At the Merc and the CBOT, the rumors fly a little faster these days and there are jokes about the new cocktails served on the trading floor—subpoena coladas. "Maybe this is a good housecleaning, who knows?" muses one futures trader. "In any business, you are going to find people who are not going to play by the rules no matter what you do. We've just got to be quick in helping the investigation where we feel that it is valid, and quick in standing up for our rights when we feel were being bullied."
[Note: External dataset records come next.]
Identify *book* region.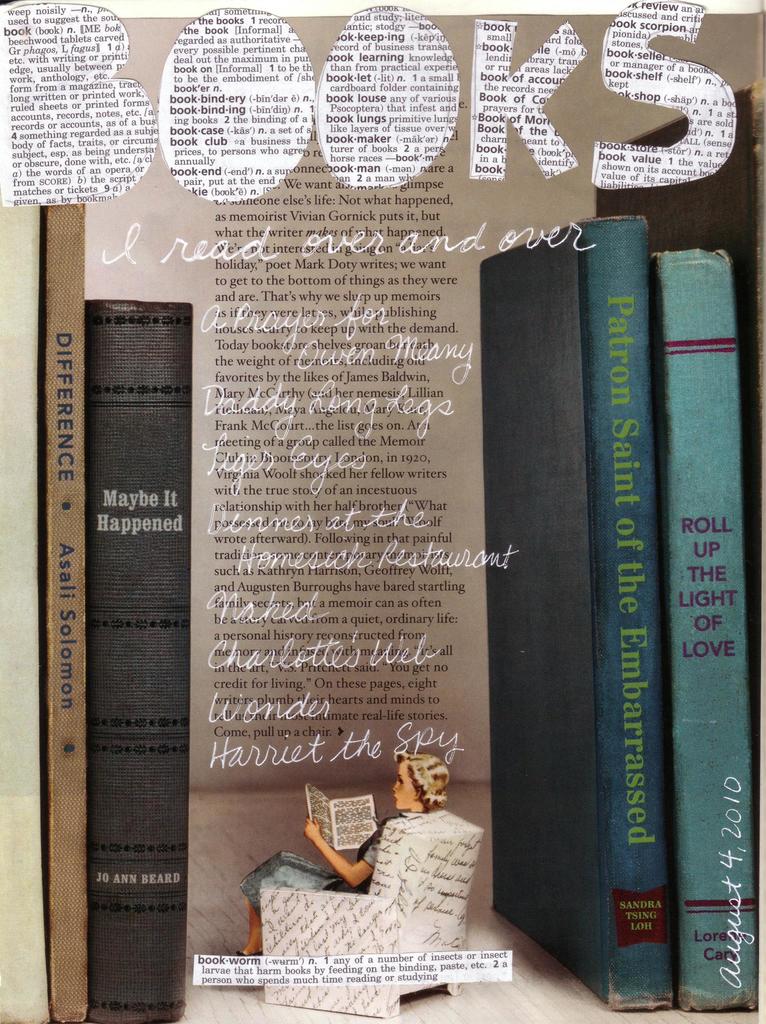
Region: left=0, top=202, right=53, bottom=1019.
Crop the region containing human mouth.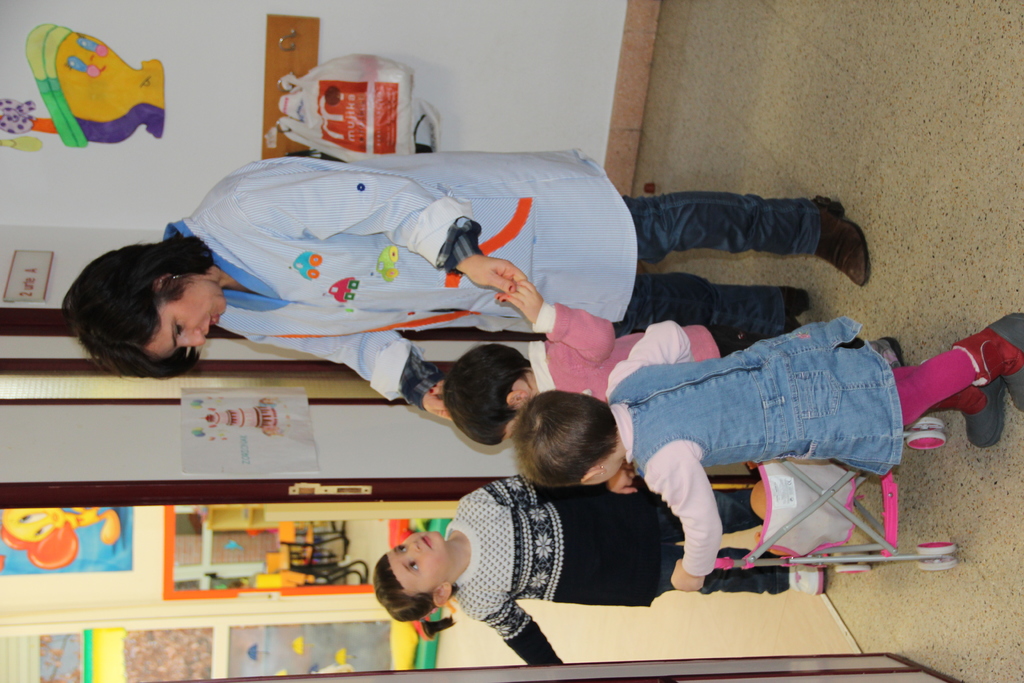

The media was quick to sniff potential scandal, because they're fond of the myth that the floors of the commodity exchanges are casinos, where wild-eyed gamblers speculate madly. Those who work on the floor deeply resent that image. "The greatest change I've seen in the last ten years," notes Mackoff, "has been the shift from speculative trading to hedging and institutionalization of the markets." The 200 largest pension funds in this country, for example, hold a trillion dollars in financial assets. One-third of them, including such enormous funds as General Electric and IBM, use stock and bond futures. For example, by definition, rising interest rates cause bond prices to decline, so a pension fund might sell bond futures to hedge against the effects of rising interest rates on its fixed-income portfolios.

Chicago is also where major innovations in these markets are being introduced. In 1987 the CBOT began an evening trading session to capture business from the Asian markets. Later this year, the Merc will bring up GLOBEX, an electronic trading system for futures and options, which will allow the exchange to operate virtually 24 hours a day.

What effects will these innovations have? What happens when the market moves in the middle of the night, while most Chicago traders sleep? No one really knows yet. But it is sure to create even more stress for those who work on the floor. As time-zone differences blur, many traders consider themselves on 24-hour call. They wear beepers and have cellular phones installed in their cars so they can be in touch with the markets at all times.

The intense nature of the business and the fast pace of the floor make burnout more than a casual topic of conversation. Yet people build 20- and 30-year careers here. There are two reasons. First, these women are aware that burnout can happen, so they learn to manage the stress. A couple of years ago, Schweppe, in addition to trading for her own account, became a partner in a trading firm that quickly grew from a staff of 4 people to 40. "But I left in January of last year," she says. "I was burned out and had zero social life. I didn't want to put in thirteen or fourteen hours a day. I'd leave home when it was dark and come home when it was dark. For one entire winter, I never saw the sun."

Secondly. Most of these women thrive on meeting the physical and mental challenges of a world in which performance is measured in intervals of seconds. "There are days when you just do it right," says Schweppe. "You are clicking. You're making a lot of trades. When those days happen, you are on top of the world, because that's what it's really about." Many of the women can't see themselves doing anything else. "I'll be 80 before they get me off the floor, says Carol Mackoff. "They'll yell 'How about deutsche mark contracts, Carol?' and I'll tap my cane on the floor five times."

There is an old joke in Chicago about the life of the floor-trader—sure it's tough, but the hardest part is figuring out what to do with evenings and weekends. When the trading day is over, the floor littered with the detritus of billons of dollars of business, the lights casting a yellow glow and footfalls echoing on the raised flooring, there are always those who linger, hobnobbing, conducting a postmortem on the day's trade. Barbara Schweppe heads back across the floor, picks up her coat, pushes through the turnstiles and rides the elevator down to LaSalle Street. In a few short hours, she'll be back.